John Nathan

In a recent conversation, John Nathan, UCSB’s Takashima Professor of Japanese Cultural studies, recalled a trip to Tokyo with his son. “He kept asking, ‘Dad, what has this place got do to with you?'” Nathan said. “That’s a really good and a really troubling question. I didn’t have a great answer, but I could talk about real things: the delicacy, the sensitivity, the beauty of their stories.” That question and its many possible answers lie at the heart of Nathan’s newly released memoir, Living Carelessly in Tokyo and Elsewhere.

An affinity for things Japanese now seems more the rule than the exception among American youth; it wasn’t so during Nathan’s college years in the early 1960s. Relocating early in life from New York to Arizona, he found he needed a way to deal with the rough transition. “I needed something that would distinguish and protect me,” Nathan said. “I thought I would love to have a pet monkey.” He heeded the spirit of his wish, if not the letter, by gravitating toward the Japanese language years later. “It was really like having a pet monkey, because a lot of kids were studying Camus and Western philosophy, and almost nobody was studying Japan.”

The language entered his life humbly. “A Japanese kid who had come to Harvard drew two characters on a napkin for me. In English, it was the unusual word ‘whitlow,’ an infection beneath the nails of the fingers and toes. I thought to myself, ‘My god, these two pictures mean that? I want to learn more about this language.’ I fell in love with it very early on. After four years of school, I was fanatically committed to and submerged in the pursuit of this impossibly difficult language.”

Nathan’s logical next step was to visit Japan itself, where he became the first American to study at the University of Tokyo, immersing himself in the country’s literature. With mastery came the opportunity to translate for such luminaries of 1960s literary Japan as Yukio Mishima and Kenzaburo Åe. “Translation seemed to me to be a halfway house between normalcy and the wild, absurd craziness of artistry. I went out and bought the same Mont Blanc pen the Japanese big shots used, which cost about $200. My total pay for [translating Mishima’s The Sailor Who Fell from Grace with the Sea] was $400.”

Nathan later took up filmmaking, first alongside legendary director Hiroshi Teshigahara and then on his own. “I had this idea to take cameras into ordinary Japanese life more deeply than ever before,” he said, “to take American audiences beyond cliche and caricature to the Japanese as real people like ourselves: equally contradictory, equally wise, equally foolish.” The result, a trilogy of documentaries examining a Tokyo caterer, a family farm, and the movie star Shintar’ Katsu, are still screened in film and Japanese studies courses today.

However, after the disappointing performance of Summer Soldiers, his coproduction with Teshigahara, and less-than-encouraging comments about his place in Japan from Katsu and visiting novelist Saul Bellow, Nathan began to think that “the Japan thing had played itself out.” Taking a professorship at Princeton, he spent seven years teaching before resuming his film career in a very different place. “I thought, okay, I’m going to go to California and become a regular filmmaker,” he said. “I’m not going to have anything to do with Japan.”

After penning several television movies, Nathan seized the opportunity to work on the film version of Thomas J. Peters’s In Search of Excellence, leading to a decade spent making commercials and business documentaries, with the intent to prove he didn’t need the exoticism of Japan to excel. Japan nevertheless found its way back to him. “A powerful television producer was making a series of documentaries of the business process. Out of the blue, he called me and asked if I’d make a business film in Japan.” The film, The Colonel Goes to Japan, followed Kentucky Fried Chicken’s hugely successful bid to insinuate itself into Japanese daily life by leveraging what was then considered the American mystique.

After a 15-year hiatus from the academy, Nathan came to UCSB, where he has written books and taught Japanese studies courses ever since. He still meets students with the same intense interest in Japan he had more than 40 years ago. “They’re rare, but they’re certainly there, these kids who are genuinely moved by something they’re feeling about Japanese sensibility, Japanese culture, Japanese achievement,” Nathan said. “I suggest to them that they need to pursue the essence of that by learning more and more so that they get to a place where they can understand what they feel, and so they have reasons for feeling it. I want them to expand the focus of their interest, and I want them to deepen it.” Now, with their professor’s life story in print, they can see exactly how it’s done.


**Exercise goal**.
What is wanted is an exact copy of all the entries.

**Dataset extract**.
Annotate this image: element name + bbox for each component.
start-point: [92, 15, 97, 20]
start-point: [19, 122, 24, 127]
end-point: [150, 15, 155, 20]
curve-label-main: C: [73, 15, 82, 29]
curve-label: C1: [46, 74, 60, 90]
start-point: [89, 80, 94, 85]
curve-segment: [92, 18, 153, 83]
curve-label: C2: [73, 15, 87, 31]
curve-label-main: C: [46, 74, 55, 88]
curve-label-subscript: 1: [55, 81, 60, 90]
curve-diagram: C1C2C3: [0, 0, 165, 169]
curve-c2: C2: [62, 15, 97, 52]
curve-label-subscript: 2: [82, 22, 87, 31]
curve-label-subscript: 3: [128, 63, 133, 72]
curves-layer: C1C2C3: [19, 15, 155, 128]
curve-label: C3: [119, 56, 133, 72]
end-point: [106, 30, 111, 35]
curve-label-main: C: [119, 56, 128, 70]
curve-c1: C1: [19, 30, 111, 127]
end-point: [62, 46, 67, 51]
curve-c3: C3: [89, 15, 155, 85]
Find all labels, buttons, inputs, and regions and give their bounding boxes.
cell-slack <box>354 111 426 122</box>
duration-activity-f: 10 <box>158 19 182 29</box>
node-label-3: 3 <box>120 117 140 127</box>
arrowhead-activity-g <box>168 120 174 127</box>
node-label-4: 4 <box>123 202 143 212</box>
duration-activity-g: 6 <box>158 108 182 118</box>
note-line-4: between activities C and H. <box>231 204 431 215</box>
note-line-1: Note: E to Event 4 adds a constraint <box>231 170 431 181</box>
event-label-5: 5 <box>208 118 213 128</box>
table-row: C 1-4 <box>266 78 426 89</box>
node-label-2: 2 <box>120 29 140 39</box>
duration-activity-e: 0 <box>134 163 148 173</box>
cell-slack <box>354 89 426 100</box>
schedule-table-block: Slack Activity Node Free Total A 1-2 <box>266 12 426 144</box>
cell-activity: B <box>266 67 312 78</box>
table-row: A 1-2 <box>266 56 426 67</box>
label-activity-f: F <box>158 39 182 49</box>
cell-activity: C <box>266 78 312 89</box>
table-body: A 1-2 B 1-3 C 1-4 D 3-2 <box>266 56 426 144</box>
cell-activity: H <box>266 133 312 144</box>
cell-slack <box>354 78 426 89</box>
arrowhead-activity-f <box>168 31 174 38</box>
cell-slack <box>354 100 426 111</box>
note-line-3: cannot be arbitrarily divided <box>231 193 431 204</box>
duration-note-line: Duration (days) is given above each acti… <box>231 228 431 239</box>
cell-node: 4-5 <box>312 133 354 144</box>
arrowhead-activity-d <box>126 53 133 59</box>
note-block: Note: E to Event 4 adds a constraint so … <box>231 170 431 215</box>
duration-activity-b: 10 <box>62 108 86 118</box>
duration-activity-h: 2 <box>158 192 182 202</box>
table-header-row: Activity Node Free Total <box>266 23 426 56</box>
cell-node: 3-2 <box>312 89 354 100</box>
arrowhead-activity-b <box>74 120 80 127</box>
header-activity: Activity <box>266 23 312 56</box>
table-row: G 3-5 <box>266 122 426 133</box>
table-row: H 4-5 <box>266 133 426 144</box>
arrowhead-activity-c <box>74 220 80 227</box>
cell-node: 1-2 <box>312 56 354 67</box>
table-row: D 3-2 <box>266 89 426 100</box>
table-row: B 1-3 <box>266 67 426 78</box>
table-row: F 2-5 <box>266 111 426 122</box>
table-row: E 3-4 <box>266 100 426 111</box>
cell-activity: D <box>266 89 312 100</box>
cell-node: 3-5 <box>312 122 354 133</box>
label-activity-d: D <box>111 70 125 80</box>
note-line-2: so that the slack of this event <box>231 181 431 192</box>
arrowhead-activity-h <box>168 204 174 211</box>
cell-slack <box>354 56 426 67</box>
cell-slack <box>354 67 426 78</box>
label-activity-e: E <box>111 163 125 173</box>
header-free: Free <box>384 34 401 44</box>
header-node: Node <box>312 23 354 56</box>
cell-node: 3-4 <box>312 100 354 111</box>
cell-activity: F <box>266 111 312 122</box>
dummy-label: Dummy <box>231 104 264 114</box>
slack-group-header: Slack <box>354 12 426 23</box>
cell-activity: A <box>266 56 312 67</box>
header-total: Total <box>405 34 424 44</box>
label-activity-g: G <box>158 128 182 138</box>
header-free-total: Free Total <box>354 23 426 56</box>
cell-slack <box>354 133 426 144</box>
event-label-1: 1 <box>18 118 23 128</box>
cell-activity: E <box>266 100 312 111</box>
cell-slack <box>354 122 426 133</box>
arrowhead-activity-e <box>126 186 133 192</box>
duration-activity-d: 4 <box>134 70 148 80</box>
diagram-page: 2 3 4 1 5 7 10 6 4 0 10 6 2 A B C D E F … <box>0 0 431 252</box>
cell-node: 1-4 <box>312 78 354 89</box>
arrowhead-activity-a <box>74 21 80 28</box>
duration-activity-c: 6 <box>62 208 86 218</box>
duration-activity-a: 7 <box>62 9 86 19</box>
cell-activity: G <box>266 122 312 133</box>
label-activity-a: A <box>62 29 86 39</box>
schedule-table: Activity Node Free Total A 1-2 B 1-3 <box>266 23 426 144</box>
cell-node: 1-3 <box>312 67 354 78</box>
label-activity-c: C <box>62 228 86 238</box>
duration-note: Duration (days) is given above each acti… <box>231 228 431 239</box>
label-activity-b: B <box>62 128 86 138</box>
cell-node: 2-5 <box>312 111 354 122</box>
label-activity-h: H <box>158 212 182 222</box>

**Result**.
Annotate this image: element name + bbox for each component.
start-point: [92, 15, 97, 20]
start-point: [19, 122, 24, 127]
end-point: [150, 15, 155, 20]
curve-label-main: C: [73, 15, 82, 29]
curve-label: C1: [46, 74, 60, 90]
start-point: [89, 80, 94, 85]
curve-segment: [92, 18, 153, 83]
curve-label: C2: [73, 15, 87, 31]
curve-label-main: C: [46, 74, 55, 88]
curve-label-subscript: 1: [55, 81, 60, 90]
curve-diagram: C1C2C3: [0, 0, 165, 169]
curve-c2: C2: [62, 15, 97, 52]
curve-label-subscript: 2: [82, 22, 87, 31]
curve-label-subscript: 3: [128, 63, 133, 72]
curves-layer: C1C2C3: [19, 15, 155, 128]
curve-label: C3: [119, 56, 133, 72]
end-point: [106, 30, 111, 35]
curve-label-main: C: [119, 56, 128, 70]
curve-c1: C1: [19, 30, 111, 127]
end-point: [62, 46, 67, 51]
curve-c3: C3: [89, 15, 155, 85]
Find all labels, buttons, inputs, and regions and give their bounding boxes.
cell-slack <box>354 111 426 122</box>
duration-activity-f: 10 <box>158 19 182 29</box>
node-label-3: 3 <box>120 117 140 127</box>
arrowhead-activity-g <box>168 120 174 127</box>
node-label-4: 4 <box>123 202 143 212</box>
duration-activity-g: 6 <box>158 108 182 118</box>
note-line-4: between activities C and H. <box>231 204 431 215</box>
note-line-1: Note: E to Event 4 adds a constraint <box>231 170 431 181</box>
event-label-5: 5 <box>208 118 213 128</box>
table-row: C 1-4 <box>266 78 426 89</box>
node-label-2: 2 <box>120 29 140 39</box>
duration-activity-e: 0 <box>134 163 148 173</box>
cell-slack <box>354 89 426 100</box>
schedule-table-block: Slack Activity Node Free Total A 1-2 <box>266 12 426 144</box>
cell-activity: B <box>266 67 312 78</box>
table-row: A 1-2 <box>266 56 426 67</box>
label-activity-f: F <box>158 39 182 49</box>
cell-activity: C <box>266 78 312 89</box>
table-body: A 1-2 B 1-3 C 1-4 D 3-2 <box>266 56 426 144</box>
cell-activity: H <box>266 133 312 144</box>
cell-slack <box>354 78 426 89</box>
arrowhead-activity-f <box>168 31 174 38</box>
cell-slack <box>354 100 426 111</box>
note-line-3: cannot be arbitrarily divided <box>231 193 431 204</box>
duration-note-line: Duration (days) is given above each acti… <box>231 228 431 239</box>
cell-node: 4-5 <box>312 133 354 144</box>
arrowhead-activity-d <box>126 53 133 59</box>
note-block: Note: E to Event 4 adds a constraint so … <box>231 170 431 215</box>
duration-activity-b: 10 <box>62 108 86 118</box>
duration-activity-h: 2 <box>158 192 182 202</box>
table-header-row: Activity Node Free Total <box>266 23 426 56</box>
cell-node: 3-2 <box>312 89 354 100</box>
arrowhead-activity-b <box>74 120 80 127</box>
header-activity: Activity <box>266 23 312 56</box>
table-row: G 3-5 <box>266 122 426 133</box>
table-row: H 4-5 <box>266 133 426 144</box>
arrowhead-activity-c <box>74 220 80 227</box>
cell-node: 1-2 <box>312 56 354 67</box>
table-row: D 3-2 <box>266 89 426 100</box>
table-row: B 1-3 <box>266 67 426 78</box>
table-row: F 2-5 <box>266 111 426 122</box>
table-row: E 3-4 <box>266 100 426 111</box>
cell-activity: D <box>266 89 312 100</box>
cell-node: 3-5 <box>312 122 354 133</box>
label-activity-d: D <box>111 70 125 80</box>
note-line-2: so that the slack of this event <box>231 181 431 192</box>
arrowhead-activity-h <box>168 204 174 211</box>
cell-slack <box>354 56 426 67</box>
cell-slack <box>354 67 426 78</box>
label-activity-e: E <box>111 163 125 173</box>
header-free: Free <box>384 34 401 44</box>
header-node: Node <box>312 23 354 56</box>
cell-node: 3-4 <box>312 100 354 111</box>
cell-activity: F <box>266 111 312 122</box>
dummy-label: Dummy <box>231 104 264 114</box>
slack-group-header: Slack <box>354 12 426 23</box>
cell-activity: A <box>266 56 312 67</box>
header-total: Total <box>405 34 424 44</box>
label-activity-g: G <box>158 128 182 138</box>
header-free-total: Free Total <box>354 23 426 56</box>
cell-slack <box>354 133 426 144</box>
event-label-1: 1 <box>18 118 23 128</box>
cell-activity: E <box>266 100 312 111</box>
cell-slack <box>354 122 426 133</box>
arrowhead-activity-e <box>126 186 133 192</box>
duration-activity-d: 4 <box>134 70 148 80</box>
diagram-page: 2 3 4 1 5 7 10 6 4 0 10 6 2 A B C D E F … <box>0 0 431 252</box>
cell-node: 1-4 <box>312 78 354 89</box>
arrowhead-activity-a <box>74 21 80 28</box>
duration-activity-c: 6 <box>62 208 86 218</box>
duration-activity-a: 7 <box>62 9 86 19</box>
cell-activity: G <box>266 122 312 133</box>
label-activity-a: A <box>62 29 86 39</box>
schedule-table: Activity Node Free Total A 1-2 B 1-3 <box>266 23 426 144</box>
cell-node: 1-3 <box>312 67 354 78</box>
label-activity-c: C <box>62 228 86 238</box>
duration-note: Duration (days) is given above each acti… <box>231 228 431 239</box>
label-activity-b: B <box>62 128 86 138</box>
cell-node: 2-5 <box>312 111 354 122</box>
label-activity-h: H <box>158 212 182 222</box>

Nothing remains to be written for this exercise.